Skip to content

Let lynxes live

Closed
Two young people in front of a mountain panorama hold an EU flag

Let lynxes live - Implementation of a transboundary lynx action plan

Grant recipient

WWF Deutschland

Duration

ongoing

2022-03-01 till 2024-06-30

Location

Germany, Czech Republic

Funding Amount

242,000.00 €

Lynx in an enclosure of the wildlife park Waldhaus in Mehlmeisel in Oberfranken.

Projekt background

Lynxes are considered strictly protected in all EU Member States under the Habitats Directive. National conservation acts in Germany and Czech Republic, therefore, grant lynxes very strict protection regimes. Nevertheless, several lynx populations in Europe are stagnating. Their return is very slow, although lynxes have already been reintroduced in parts of Europe 50 years ago, after over a century of absence. The oldest and largest occurrence of lynxes in Germany is in Bavaria and part of the transboundary Bohemian-Bavarian-Austrian (BBA) lynx population. 

The latest population census of the BBA lynx population estimates up to 130 independent lynxes (monitoring data 2019/2020). The BBA population plays an important role in connecting the different lynx populations in Europe from the Alps to the Carpathians. Up to 25 percent of the lynxes in Bavaria are poached, according to a scientific study. If poaching continues at this rate, the lynx population in the border region of Germany and the Czech Republic could be extinct in 100 years. The large cats are poisoned, shot, or beaten to death and are therefore threatened with extinction in Germany.
Between 2018 and 2019, 13 adult resident lynxes disappeared in the Bavarian-Bohemian region, all of which were confirmed to have been killed illegally. Altogether, this represents a quarter of the adult animals in the Bavarian-Bohemian lynx population. To address these and other threats, a joint lynx conservation strategy was developed from 2017 to 2020 as part of the Interreg project 3Lynx, which aimed to improve cross-border cooperation in the protection and monitoring of the BBA lynx population.
 

Project goals and measures

The aim of the project is to help prevent the illegal killing of lynxes in Bavaria and the Czech Republic and thus to strengthen the transnational lynx population, which is currently particularly threatened by poaching. The vision of the project partners is to restore and maintain, in co-existence with people, a viable lynx population within the Greater Bohemian Ecosystem connected with other metapopulations in Central Europe. To help achieve this, the partners want prevent the illegal killing of lynxes in Bavaria and the Czech Republic. The project, therefore, aims to implement parts of the transnational lynx conservation strategy developed within the 3Lynx project. It seeks to raise awareness of the severity and extent of illegal lynx kills in Germany and the Czech Republic, as well as the general lack of compliance with species conservation regulations in the EU. The partners will improve the collection and provision of information on crimes as well as law enforcement activities with regards to lynx poaching and promote cross-border cooperation concerning the detection and prevention of wildlife crime.

To achieve this, the project partners aim to: 

  • prevent crimes, in particular by raising awareness of the impact of poaching on lynx population development through public outreach and by collecting and providing envi-ronmental information,
  • improve the investigation of crimes through training of rangers and local authorities,
  • increase the conviction rate of poaching offenses through the training of law enforce-ment professionals. 

 

The project team consists of WWF Germany, Luchs Bayern e.V., the University of Bremen, and the Czech organization Hnutí DUHA. While WWF and Luchs Bayern e.V. work mainly in Bavaria, Hnutí DUHA takes on a similar awareness-raising and education campaign in the Czech Republic. Among other things, the University of Bremen provides the partners with legal expertise and conducts research on the background and problems of criminal prosecution with regard to the illegal killing of lynxes. 
 

Current news about this project

  • Close-up of a lynx in the forest
    10/01/2024

    EURENI project trains volunteers in the Czech Republic to become involved in territory patrols to protect the lynx from illegal killing.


- Action item -
Check every line below for the word "Snippet" and show those that hold it.

- Input records -

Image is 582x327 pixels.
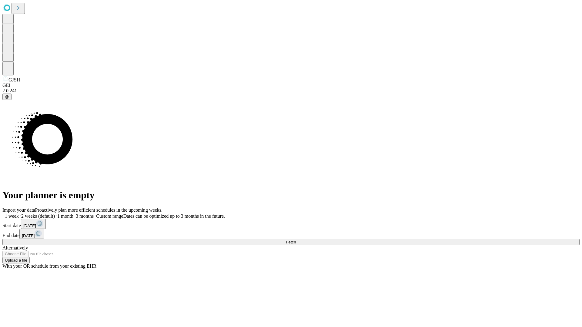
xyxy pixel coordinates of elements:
span: Proactively plan more efficient schedules in the upcoming weeks. [35,208,162,213]
span: Import your data [2,208,35,213]
div: 2.0.241 [2,88,579,94]
button: Fetch [2,239,579,245]
span: Dates can be optimized up to 3 months in the future. [123,214,225,219]
span: With your OR schedule from your existing EHR [2,264,96,269]
button: [DATE] [21,219,46,229]
span: 3 months [76,214,94,219]
button: @ [2,94,12,100]
span: GJSH [8,77,20,82]
span: 1 month [57,214,73,219]
button: [DATE] [19,229,44,239]
span: @ [5,95,9,99]
span: 1 week [5,214,19,219]
button: Upload a file [2,257,30,264]
div: End date [2,229,579,239]
span: [DATE] [23,224,36,228]
span: Custom range [96,214,123,219]
span: Fetch [286,240,296,245]
span: [DATE] [22,234,35,238]
h1: Your planner is empty [2,190,579,201]
span: 2 weeks (default) [21,214,55,219]
span: Alternatively [2,245,28,251]
div: Start date [2,219,579,229]
div: GEI [2,83,579,88]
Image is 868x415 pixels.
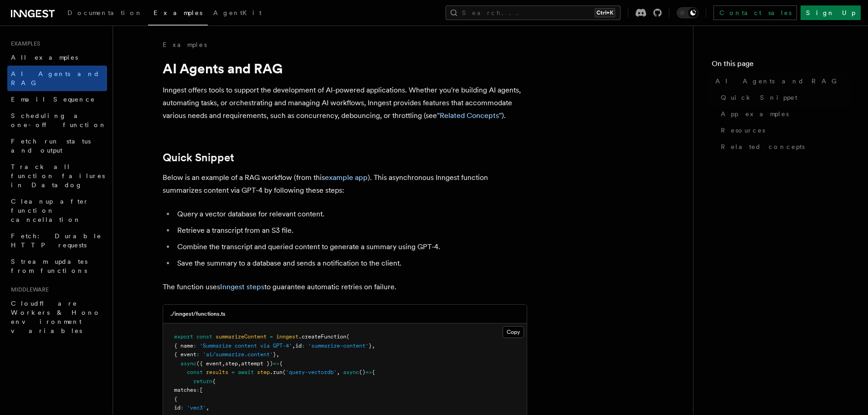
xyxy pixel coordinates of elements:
span: AgentKit [213,9,261,17]
button: Toggle dark mode [676,7,699,18]
span: id [295,342,302,349]
a: Examples [163,40,207,49]
span: Examples [7,40,40,47]
span: Middleware [7,286,49,293]
span: ( [282,369,286,376]
span: async [181,360,196,367]
a: Email Sequence [7,91,107,107]
span: : [193,342,196,349]
a: Fetch: Durable HTTP requests [7,228,107,253]
span: Cloudflare Workers & Hono environment variables [11,300,101,334]
span: .createFunction [298,333,347,340]
span: : [196,351,200,358]
li: Retrieve a transcript from an S3 file. [174,224,527,237]
span: Documentation [67,9,142,17]
span: [ [200,387,203,393]
span: AI Agents and RAG [715,77,842,86]
a: Stream updates from functions [7,253,107,279]
span: export [174,333,193,340]
span: Examples [154,9,202,17]
a: App examples [717,106,850,122]
span: , [337,369,340,376]
span: { name [174,342,193,349]
span: ( [347,333,349,340]
a: Inngest steps [220,282,264,291]
kbd: Ctrl+K [595,8,615,17]
span: 'Summarize content via GPT-4' [200,342,292,349]
span: { [174,396,177,402]
span: App examples [721,109,789,118]
p: Below is an example of a RAG workflow (from this ). This asynchronous Inngest function summarizes... [163,171,527,197]
a: Cleanup after function cancellation [7,193,107,228]
span: ({ event [196,360,222,367]
span: , [276,351,280,358]
span: , [222,360,225,367]
span: Resources [721,126,765,135]
span: { [212,378,216,385]
span: Stream updates from functions [11,258,87,274]
span: await [238,369,254,376]
button: Copy [503,326,524,338]
span: 'summarize-content' [308,342,369,349]
a: Scheduling a one-off function [7,107,107,133]
span: } [273,351,276,358]
a: Resources [717,122,850,138]
span: AI Agents and RAG [11,70,100,86]
span: : [196,387,200,393]
a: AI Agents and RAG [7,66,107,91]
span: 'query-vectordb' [286,369,337,376]
span: : [302,342,305,349]
span: = [232,369,234,376]
span: 'ai/summarize.content' [203,351,273,358]
a: Cloudflare Workers & Hono environment variables [7,295,107,339]
span: const [187,369,203,376]
span: { [280,360,282,367]
h1: AI Agents and RAG [163,60,527,77]
span: step [225,360,238,367]
span: return [193,378,212,385]
span: () [359,369,365,376]
a: AI Agents and RAG [712,73,850,89]
span: } [369,342,372,349]
span: { event [174,351,196,358]
span: Fetch run status and output [11,138,91,154]
button: Search...Ctrl+K [445,6,620,20]
a: Sign Up [801,6,861,20]
p: The function uses to guarantee automatic retries on failure. [163,281,527,293]
span: inngest [276,333,298,340]
span: const [196,333,212,340]
li: Save the summary to a database and sends a notification to the client. [174,257,527,270]
span: => [273,360,280,367]
span: attempt }) [241,360,273,367]
span: id [174,405,181,411]
span: summarizeContent [216,333,266,340]
span: step [257,369,270,376]
a: Examples [148,3,208,26]
span: Related concepts [721,142,805,151]
span: Quick Snippet [721,93,798,102]
span: , [238,360,241,367]
span: Track all function failures in Datadog [11,163,105,189]
h4: On this page [712,58,850,73]
a: Quick Snippet [717,89,850,106]
h3: ./inngest/functions.ts [170,310,225,317]
li: Combine the transcript and queried content to generate a summary using GPT-4. [174,241,527,253]
a: Related concepts [717,138,850,155]
span: : [181,405,184,411]
li: Query a vector database for relevant content. [174,207,527,221]
a: Contact sales [714,6,797,20]
span: => [365,369,372,376]
span: Email Sequence [11,95,95,103]
span: .run [270,369,282,376]
span: = [270,333,273,340]
span: 'vec3' [187,405,206,411]
span: All examples [11,54,78,61]
a: example app [325,173,368,182]
span: , [292,342,295,349]
span: matches [174,387,196,393]
a: "Related Concepts" [437,111,501,120]
p: Inngest offers tools to support the development of AI-powered applications. Whether you're buildi... [163,84,527,122]
span: , [206,405,209,411]
span: Fetch: Durable HTTP requests [11,232,102,249]
a: Quick Snippet [163,151,234,164]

- Exercise response -
span: Quick Snippet [721,93,798,102]
a: Quick Snippet [717,89,850,106]
a: Quick Snippet [163,151,234,164]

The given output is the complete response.